Sure, some parents might not spend a child allowance as wisely as they ought. Some single parents might use it so that they can work fewer hours, or couples might decide to have one parent be primary caregiver (both good things, I’d argue, given the importance of parental attachment in the life of a child).
But is it really so hard to believe that most people would use the extra money to meet their most pressing needs, particularly given that the amount would be regular and expected (as opposed to a surprise windfall)? Couples who cite financial instability as an obstacle to marriage might even get the confidence (and funds) to plan a wedding.
So long as a benefit is not large enough to replace the need to work, and so long as it is universal enough that it does not impose steep cliffs that prevent social mobility, it seems reasonable to think that a little extra cash could free up families to address some of the thornier issues they face, but are typically unable to prioritize. As Matt Bruenig put it in a recent Solidarity Policy podcast debate with Oren Cass,
But I think the way that [non-profits and civil society institutions] can help people is a way that the government simply cannot, which is one-to-one connections, relationships, working with people, helping people in a very kind of very niche basis…. [but] getting the money stuff set up, really frees local groups to focus on the stuff they’re going to be better at, which is helping people in these kinds of soft touch situations with day-to-day problems and relationship issues and addiction issues and stuff like that, that money doesn’t really fix. And if you get them out of the business of having to try to collect cash so that they can keep people alive, you take care of that, then you free up the local groups to do what I think they’re the best at.
Gina recently got her stimulus check and posted a snapshot of her Amazon purchase on Facebook—it was a long list of car parts and one celebratory outfit. She’s been trying for months to scrounge up enough money to get her car fixed so she can get back to work without someone having to come jump her car most mornings. Now she can see the pieces coming together—“I’ve got an empire to build,” she says often—explaining that she was rehired at the restaurant and with the help of a friend, her car will be as reliable as a cheap car can be.
Yet her mom’s legacy is never far from mind, casting self-doubt inopportunely. “I am her. We are one,” Gina says of her mom, a poetic description of an epigenetic reality. And it’s because of this—the complicated nature of human relationships and the formative power of family—that cash is not a quick fix to all of the problems facing lower-income families.

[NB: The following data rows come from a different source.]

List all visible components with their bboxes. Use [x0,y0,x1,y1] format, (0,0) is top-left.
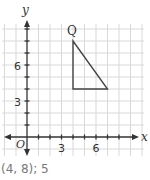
coordinate-plane: y x O 3 6 3 6 Q [0,0,150,160]
y-tick-label-3: 3 [14,96,21,109]
y-axis [24,20,30,156]
vertex-q-label: Q [67,24,77,38]
x-tick-label-6: 6 [93,142,100,155]
answer-text: (4, 8); 5 [1,162,49,176]
origin-label: O [16,138,25,151]
x-axis-label: x [141,130,148,144]
x-tick-label-3: 3 [58,142,65,155]
y-axis-label: y [21,3,29,17]
y-tick-label-6: 6 [14,60,21,73]
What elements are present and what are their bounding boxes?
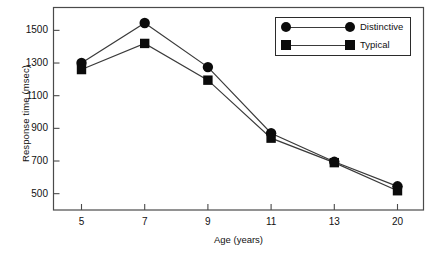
x-tick-label-20: 20 xyxy=(383,216,413,227)
chart-legend: Distinctive Typical xyxy=(275,17,411,56)
chart-figure: 500700900110013001500 579111320 Response… xyxy=(0,0,429,255)
data-point-typical-11 xyxy=(266,133,275,142)
data-point-typical-9 xyxy=(203,75,212,84)
x-tick-label-11: 11 xyxy=(256,216,286,227)
legend-entry-distinctive: Distinctive xyxy=(276,19,410,37)
legend-label-distinctive: Distinctive xyxy=(360,21,403,32)
x-tick-label-9: 9 xyxy=(193,216,223,227)
data-point-typical-20 xyxy=(393,186,402,195)
y-axis-title: Response time (msec) xyxy=(20,34,31,194)
data-point-distinctive-9 xyxy=(203,62,213,72)
x-tick-label-13: 13 xyxy=(319,216,349,227)
legend-circle-marker-right xyxy=(345,22,355,32)
legend-square-marker-right xyxy=(345,40,355,50)
legend-circle-marker-left xyxy=(281,22,291,32)
data-point-typical-13 xyxy=(330,158,339,167)
data-point-typical-5 xyxy=(77,65,86,74)
data-point-typical-7 xyxy=(140,39,149,48)
legend-square-marker-left xyxy=(281,40,291,50)
x-tick-label-5: 5 xyxy=(67,216,97,227)
legend-line-distinctive xyxy=(284,27,352,28)
legend-label-typical: Typical xyxy=(360,39,390,50)
x-tick-label-7: 7 xyxy=(130,216,160,227)
legend-entry-typical: Typical xyxy=(276,37,410,55)
x-axis-title: Age (years) xyxy=(53,234,424,245)
data-point-distinctive-7 xyxy=(140,18,150,28)
legend-line-typical xyxy=(284,45,352,46)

Still, it might be a place to start.
Amber Lapp is a Research Fellow at the Institute for Family Studies and co-investigator of the Love and Marriage in Middle America Project, a qualitative research inquiry into how white, working-class young adults form families and think about marriage.
Editor’s Note: The opinions expressed in this article are those of the author and do not necessarily reflect the official policy or viewpoint of the Institute for Family Studies.